#### Input data ####

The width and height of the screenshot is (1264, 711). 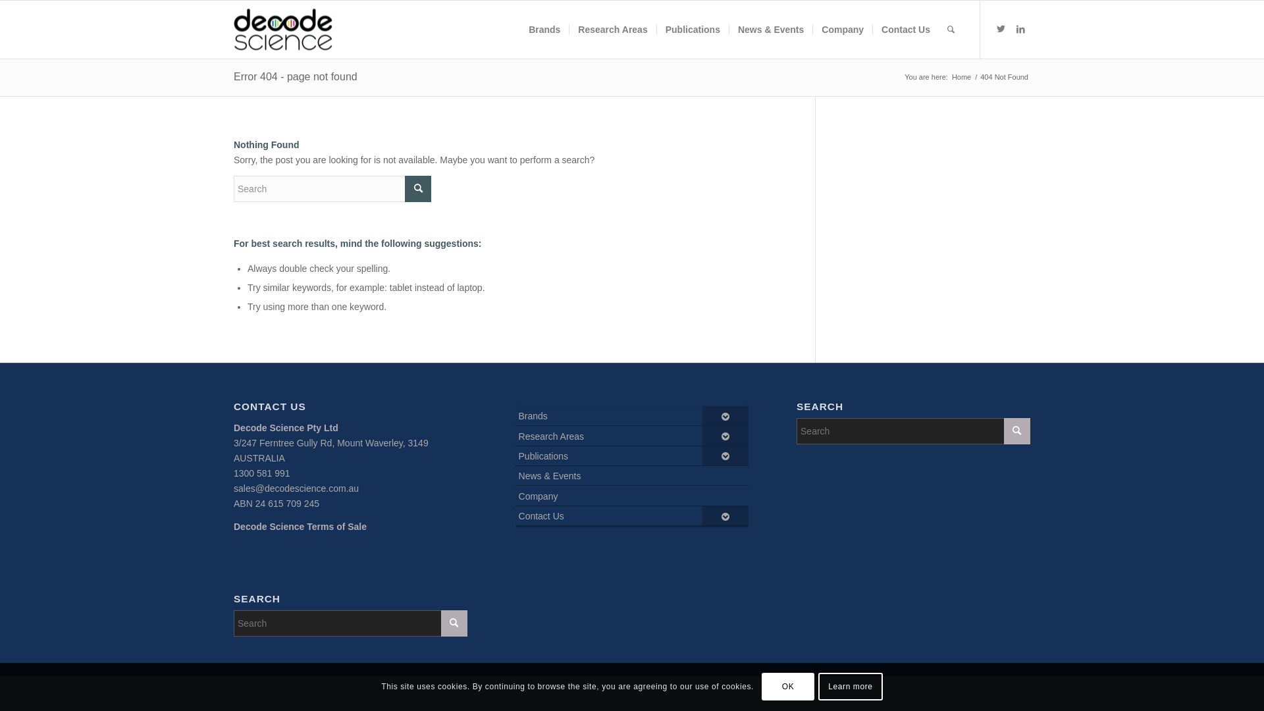 What do you see at coordinates (906, 30) in the screenshot?
I see `Contact Us` at bounding box center [906, 30].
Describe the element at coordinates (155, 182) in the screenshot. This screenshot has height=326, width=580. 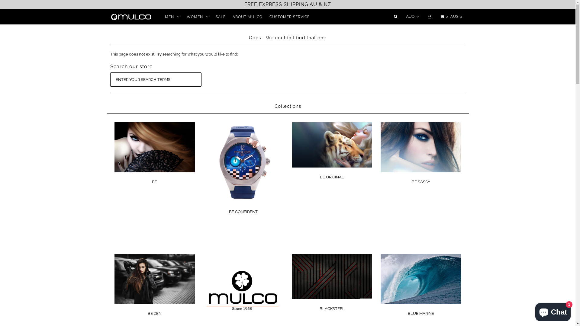
I see `BE` at that location.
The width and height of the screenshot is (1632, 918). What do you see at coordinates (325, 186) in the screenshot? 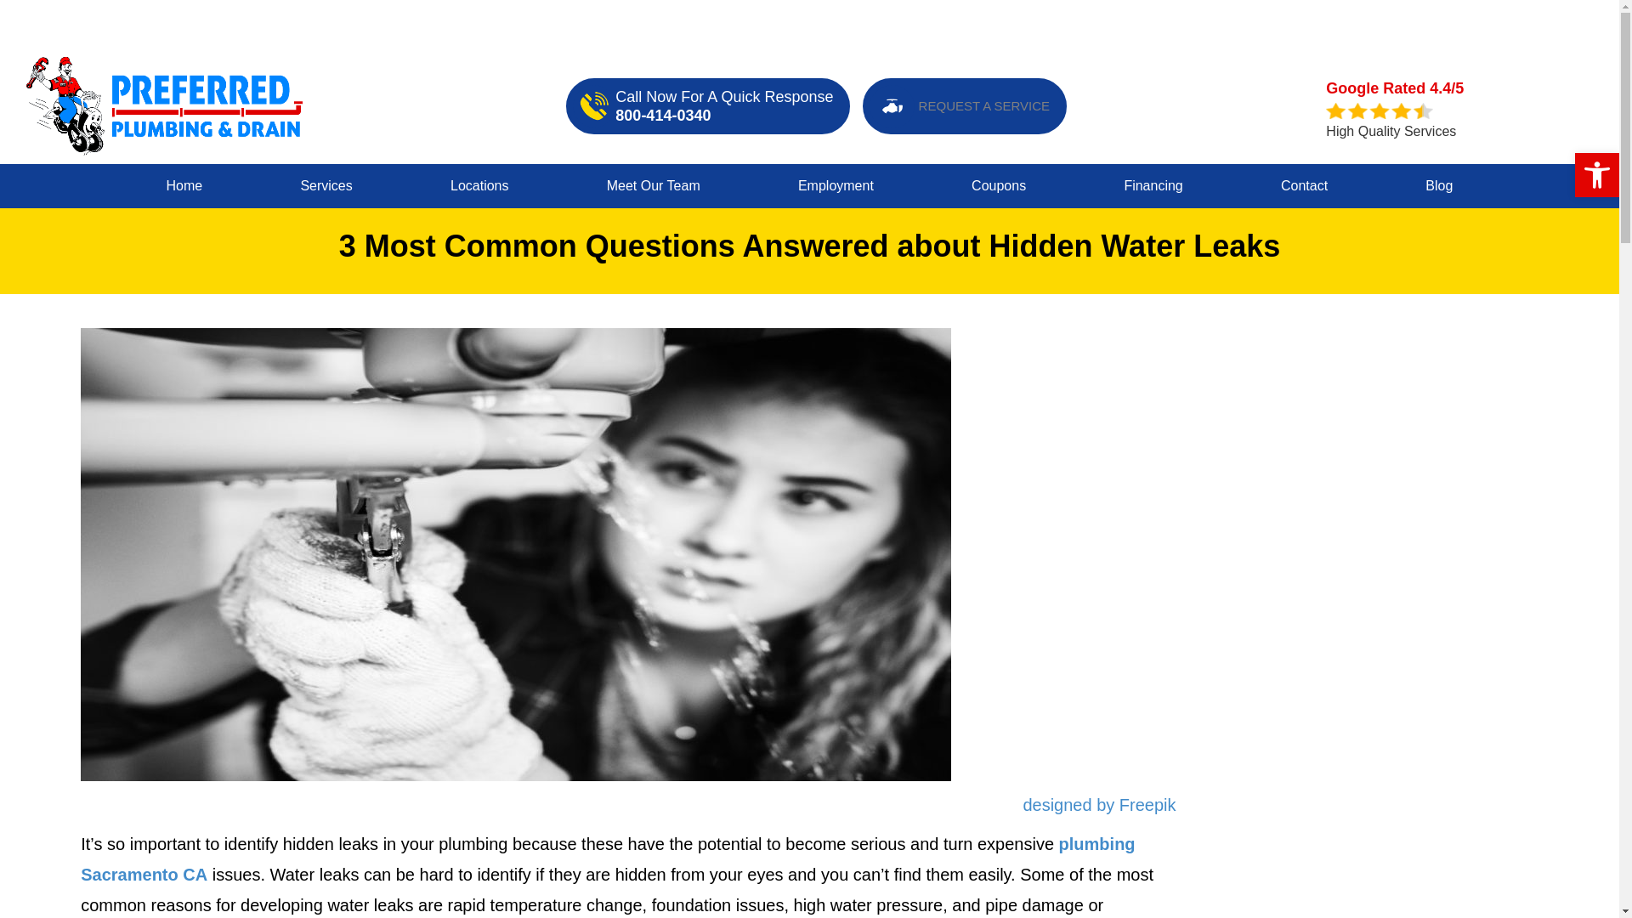
I see `Services` at bounding box center [325, 186].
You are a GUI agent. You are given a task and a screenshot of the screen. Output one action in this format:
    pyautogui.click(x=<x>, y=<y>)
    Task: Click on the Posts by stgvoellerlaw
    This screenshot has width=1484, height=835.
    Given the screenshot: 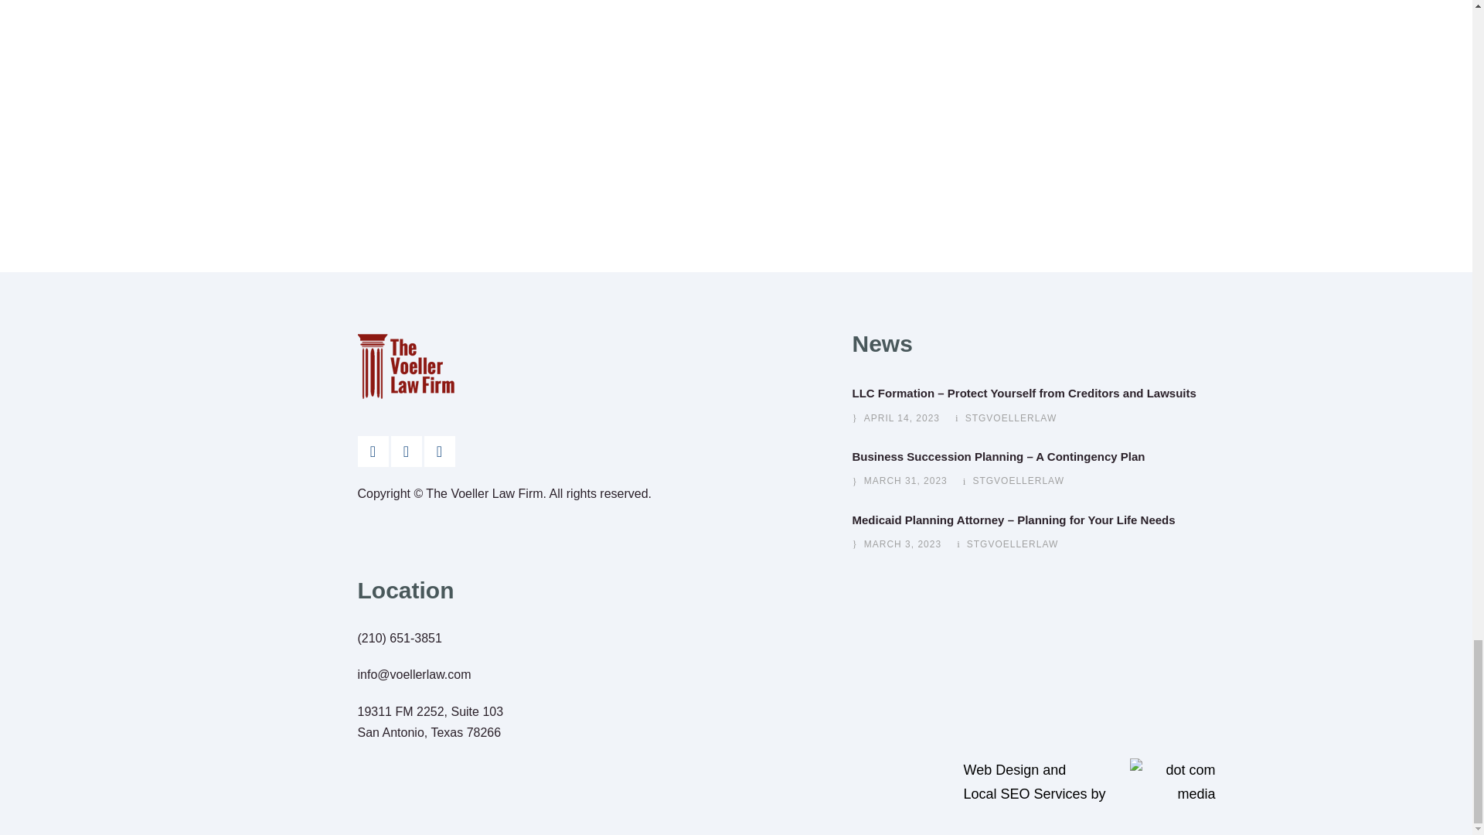 What is the action you would take?
    pyautogui.click(x=1011, y=417)
    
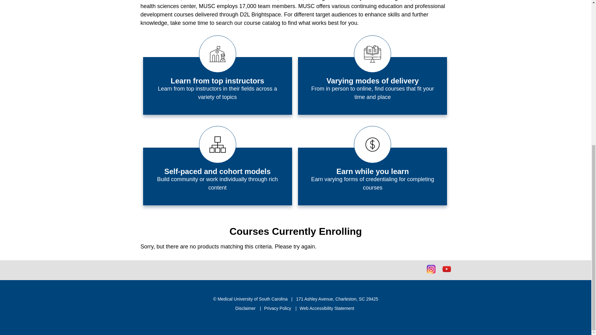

####

* _Task directions_: Within the material above, find the part that opens with the line containing "The width and height of the screenshot is (1632, 918)." and closes with the line containing "You are a GUI", and reproduce it exactly without the pictures.

* _Exercise answer_:
The width and height of the screenshot is (1632, 918). What do you see at coordinates (325, 186) in the screenshot? 
I see `Services` at bounding box center [325, 186].
You are a GUI agent. You are given a task and a screenshot of the screen. Output one action in this format:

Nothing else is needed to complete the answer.